Each local church, whether radically independent or associated with a larger denomination, institutionalizes a conversion orientation. A church does this by the way it presents the gospel, by the way it teaches Sunday School, by the way it preaches from the pulpit, by the way it shapes the programs and platforms.

As I point out in Turning to Jesus, the Church institutionalizes this process in three orientations. And we each come to faith in one of these orientations or as a result of a combination of them. I will not be able in these blogs to tell all those stories I have in the book, but the guts are here for some discussion.
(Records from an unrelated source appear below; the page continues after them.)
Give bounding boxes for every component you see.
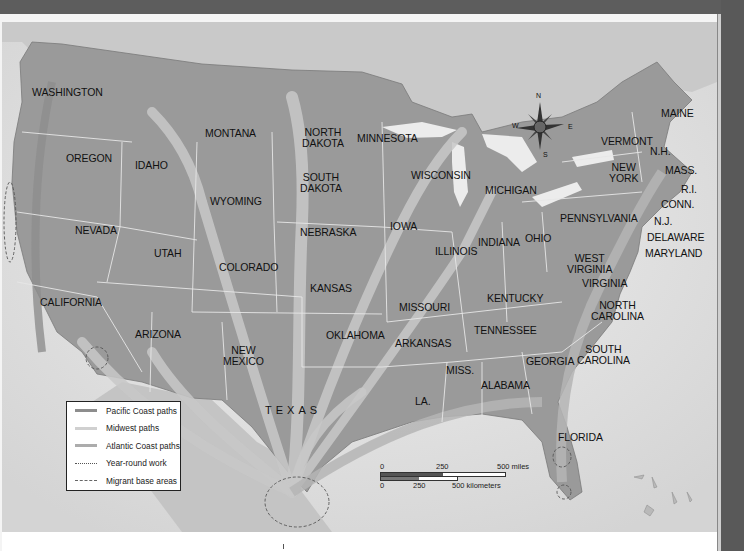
state-label-r-i: R.I. xyxy=(681,184,697,195)
state-label-line: VIRGINIA xyxy=(567,264,612,275)
state-label-line: YORK xyxy=(609,173,638,184)
dotted-line-swatch-icon xyxy=(75,463,97,464)
state-label-maryland: MARYLAND xyxy=(645,248,702,259)
right-frame-band xyxy=(721,0,744,551)
state-label-line: CAROLINA xyxy=(591,311,644,322)
legend-item-year-round: Year-round work xyxy=(67,455,180,473)
compass-west-label: W xyxy=(512,120,519,131)
state-label-kansas: KANSAS xyxy=(310,283,352,294)
state-label-new-mexico: NEWMEXICO xyxy=(223,345,264,367)
pacific-path-swatch-icon xyxy=(75,409,97,412)
midwest-path-swatch-icon xyxy=(75,427,97,430)
state-label-oregon: OREGON xyxy=(66,153,112,164)
dashed-line-swatch-icon xyxy=(75,480,97,481)
scale-km-0: 0 xyxy=(380,481,384,490)
state-label-south-carolina: SOUTHCAROLINA xyxy=(577,344,630,366)
top-frame-band xyxy=(0,0,744,14)
scale-km-250: 250 xyxy=(413,481,426,490)
legend-label: Atlantic Coast paths xyxy=(106,441,180,451)
state-label-line: DAKOTA xyxy=(300,183,342,194)
state-label-colorado: COLORADO xyxy=(219,262,278,273)
state-label-washington: WASHINGTON xyxy=(32,87,103,98)
legend-label: Midwest paths xyxy=(106,423,159,433)
state-label-pennsylvania: PENNSYLVANIA xyxy=(560,213,638,224)
state-label-iowa: IOWA xyxy=(390,221,417,232)
state-label-delaware: DELAWARE xyxy=(647,232,704,243)
compass-south-label: S xyxy=(543,149,548,160)
state-label-arizona: ARIZONA xyxy=(135,329,181,340)
state-label-indiana: INDIANA xyxy=(478,237,520,248)
state-label-line: MEXICO xyxy=(223,356,264,367)
scale-bar: 0 250 500 miles 0 250 500 kilometers xyxy=(378,462,518,490)
state-label-maine: MAINE xyxy=(661,108,694,119)
legend-item-midwest: Midwest paths xyxy=(67,420,180,438)
state-label-kentucky: KENTUCKY xyxy=(487,293,543,304)
atlantic-path-swatch-icon xyxy=(75,444,97,447)
state-label-n-h: N.H. xyxy=(650,146,671,157)
state-label-mass: MASS. xyxy=(665,165,697,176)
state-label-miss: MISS. xyxy=(446,365,474,376)
state-label-missouri: MISSOURI xyxy=(399,302,450,313)
compass-east-label: E xyxy=(568,121,573,132)
state-label-south-dakota: SOUTHDAKOTA xyxy=(300,172,342,194)
legend-label: Migrant base areas xyxy=(106,476,177,486)
state-label-georgia: GEORGIA xyxy=(526,356,574,367)
state-label-n-j: N.J. xyxy=(654,216,672,227)
scale-mile-500: 500 miles xyxy=(497,462,529,471)
state-label-california: CALIFORNIA xyxy=(40,297,102,308)
map-legend: Pacific Coast paths Midwest paths Atlant… xyxy=(66,401,181,491)
scale-mile-0: 0 xyxy=(380,462,384,471)
state-label-arkansas: ARKANSAS xyxy=(395,338,451,349)
center-tick-mark xyxy=(283,544,284,549)
compass-north-label: N xyxy=(536,90,541,101)
state-label-utah: UTAH xyxy=(154,248,181,259)
state-label-illinois: ILLINOIS xyxy=(435,246,477,257)
scale-mile-250: 250 xyxy=(436,462,449,471)
legend-label: Pacific Coast paths xyxy=(106,406,177,416)
state-label-minnesota: MINNESOTA xyxy=(357,133,418,144)
state-label-nebraska: NEBRASKA xyxy=(300,227,356,238)
state-label-tennessee: TENNESSEE xyxy=(474,325,537,336)
state-label-florida: FLORIDA xyxy=(558,432,603,443)
state-label-nevada: NEVADA xyxy=(75,225,117,236)
state-label-north-dakota: NORTHDAKOTA xyxy=(302,127,344,149)
state-label-oklahoma: OKLAHOMA xyxy=(326,330,385,341)
state-label-north-carolina: NORTHCAROLINA xyxy=(591,300,644,322)
compass-icon xyxy=(510,96,570,156)
state-label-west-virginia: WESTVIRGINIA xyxy=(567,253,612,275)
state-label-new-york: NEWYORK xyxy=(609,162,638,184)
state-label-line: DAKOTA xyxy=(302,138,344,149)
bottom-margin xyxy=(2,532,717,551)
legend-item-base-areas: Migrant base areas xyxy=(67,472,180,490)
state-label-wisconsin: WISCONSIN xyxy=(411,170,471,181)
legend-label: Year-round work xyxy=(106,458,167,468)
state-label-alabama: ALABAMA xyxy=(481,380,530,391)
state-label-texas: TEXAS xyxy=(265,405,321,416)
state-label-wyoming: WYOMING xyxy=(210,196,262,207)
state-label-vermont: VERMONT xyxy=(601,136,653,147)
state-label-conn: CONN. xyxy=(661,199,694,210)
state-label-ohio: OHIO xyxy=(525,233,551,244)
state-label-idaho: IDAHO xyxy=(135,160,168,171)
compass-rose: N E S W xyxy=(510,96,570,156)
legend-item-atlantic: Atlantic Coast paths xyxy=(67,437,180,455)
state-label-michigan: MICHIGAN xyxy=(485,185,537,196)
state-label-la: LA. xyxy=(415,396,430,407)
scale-km-500: 500 kilometers xyxy=(452,481,501,490)
state-label-virginia: VIRGINIA xyxy=(582,278,627,289)
legend-item-pacific: Pacific Coast paths xyxy=(67,402,180,420)
state-label-montana: MONTANA xyxy=(205,128,256,139)
state-label-line: CAROLINA xyxy=(577,355,630,366)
Perhaps the oldest form is socialization. In the history of the Church this orientation has acquired all kinds of names — catechism and nuture being the two most prominent, but the essence of it is this: children are “reared into” the faith by their family and community of faith. This is as old as Israel’s principle of teaching kids the Shema (Deut 6:4-9) and it has proven to be an effective means of leading generation after generation into the faith. Charles Spurgeon longed for his boys to come to faith the way the sun emerges from the horizon, and I have myself seen plenty of students and known many pastors who have told me that they never had a time in their life that they didn’t believe.

A second orientation is a a more structured form of the first: I call it liturgical process but I’m not sure there isn’t a better term. At any rate, the socialization orientation here gets a more official, ecclesiastical, and liturgical/sacramental shape. Children are nurtured into the faith through a Church-directed process like infant baptism, catechism, confirmation, and the like. The difference between the socialization and liturgical process is the emphasis given to family context or to ecclesiastical context. Many examples could be given, but one thinks of folks like Saint Macrina or Gregory of Nyssa or Thomas Aquinas or many Anglican divines.

A third orientation is called personal decision, which of course is the hallmark emphasis of Evangelicalism. Here the emphasis is given to each person making a personal decision to believe in Jesus Christ. It is not that this is a complete “alternative” to either the socialization process or the liturgical process, but the emphasis here is notable.

The first two emphasize process; the third emphasizes a moment (though many today would say the moment is a moment in a bigger process).

Now a few points:

The first one is this: each orientation is nervous about the others. If you tell a socialized convert that personal decision is necessary, they get nervous; personal decision folks can’t comprehend the conversion story of those who say “I was baptized as a baby and been a Christian ever since” even if that person is as much (or more) a follower of Jesus.

Second, human beings come to faith in different ways and it is a tragedy that churches institutionalize one and only one orientation. Those who grow up in personal decision churches who actually grow into the faith pretty easily struggle with their lack of conversion story, and liturgical sorts who one day had it all “click” and start blabbing about it make others fell uncomfortable. Why not have more churches just admit that humans come to faith in different ways?

Third, there are as many gradual conversions as there are sudden ones. There are as many Peters as there are Pauls — in fact, probably more like Peter than Paul. (I often ask the question here that gets lots of folks thinking: When was Peter converted? John 1, Luke 5, Mark 8, John 21, Acts 2, or Acts 10–11?

What would our evangelism practices and discipleship programs look like if we adopted an adaptable orientation mindset?

One of my former students, Ron Martoia (who never returns my e-mails or phone calls), “institutionalized” this thinking at Westwinds — so I’ve been told (but he doesn’t answer back for me to find out if this is true). (Which, if you know him, you might tell him I’m waiting.)